Line for line, return the data exactly, omitting all pictures.

Collected data
--- START ---
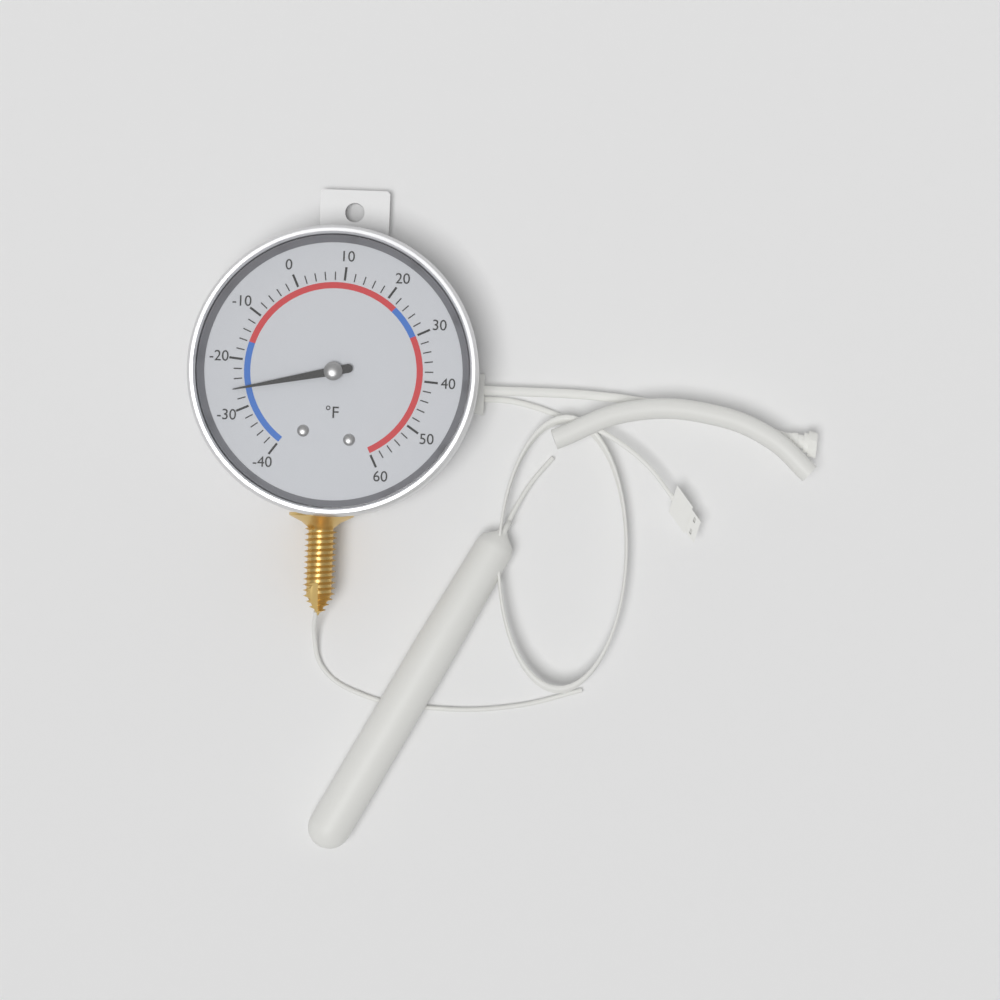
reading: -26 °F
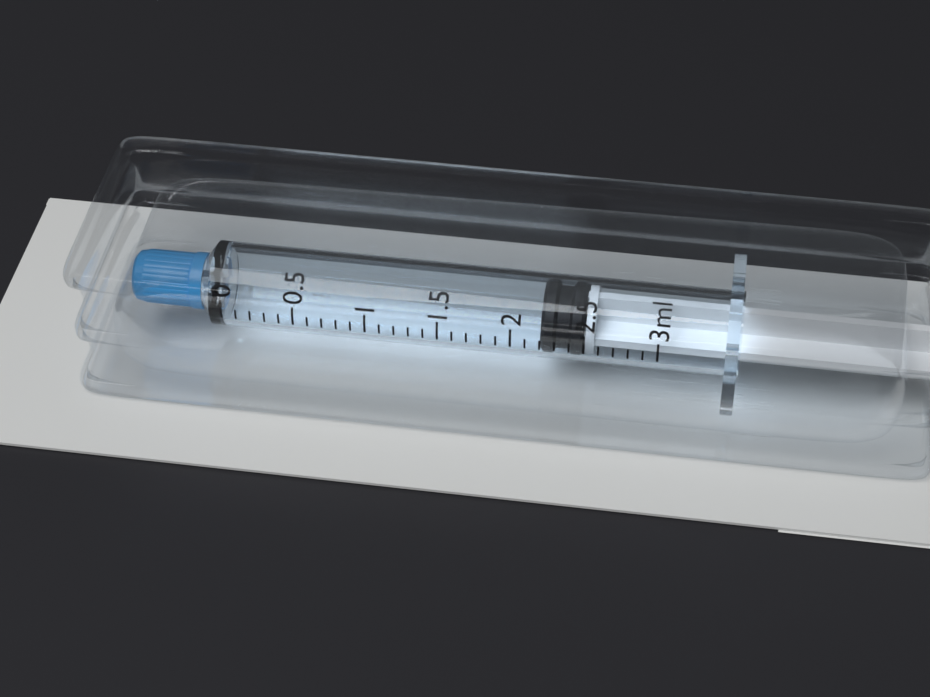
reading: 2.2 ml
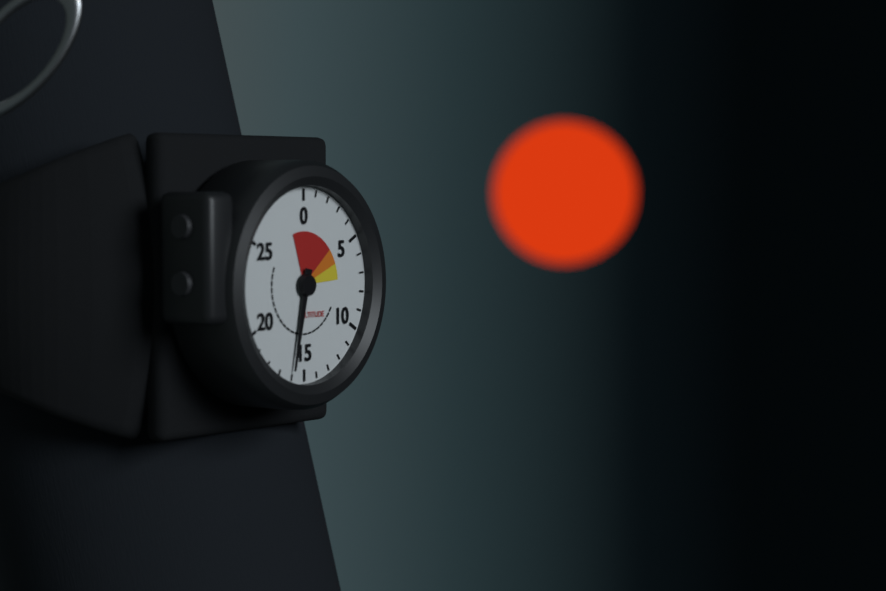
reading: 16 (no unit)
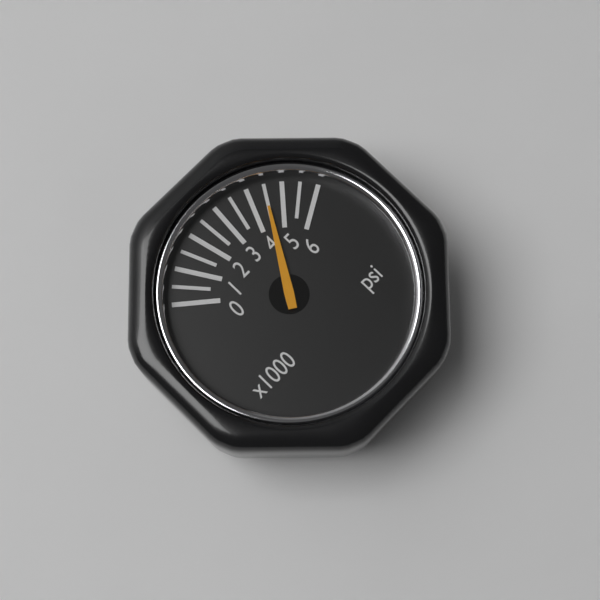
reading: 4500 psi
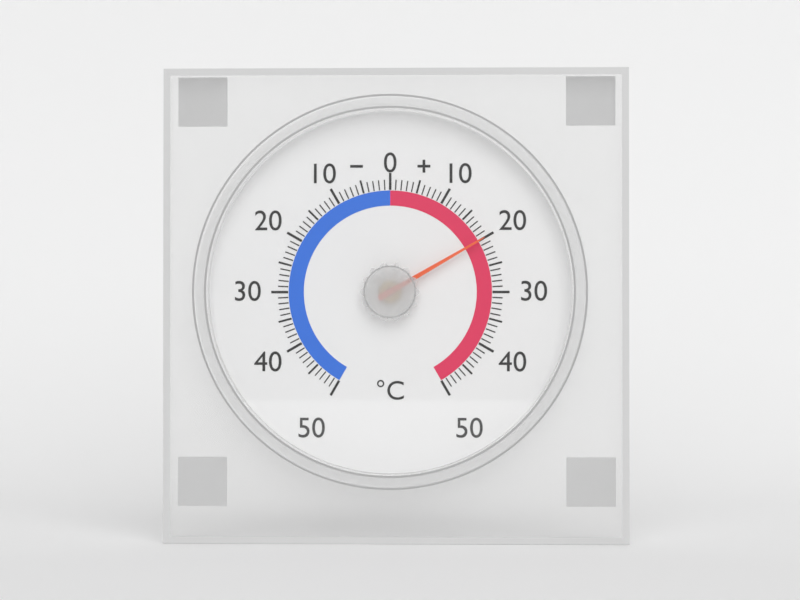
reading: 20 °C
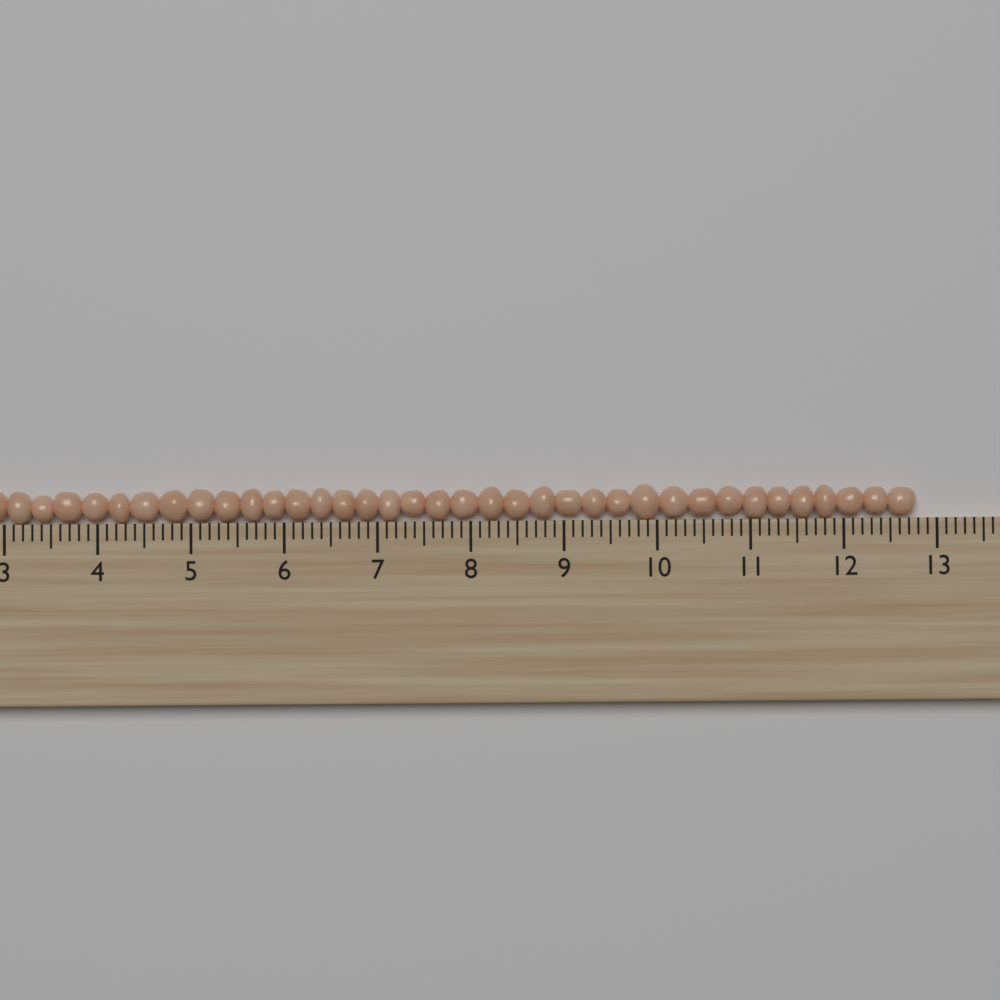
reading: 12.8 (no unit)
--- END ---
▶ **EXPECTED OUTPUT**
reading: -26 °F
reading: 2.2 ml
reading: 16 (no unit)
reading: 4500 psi
reading: 20 °C
reading: 12.8 (no unit)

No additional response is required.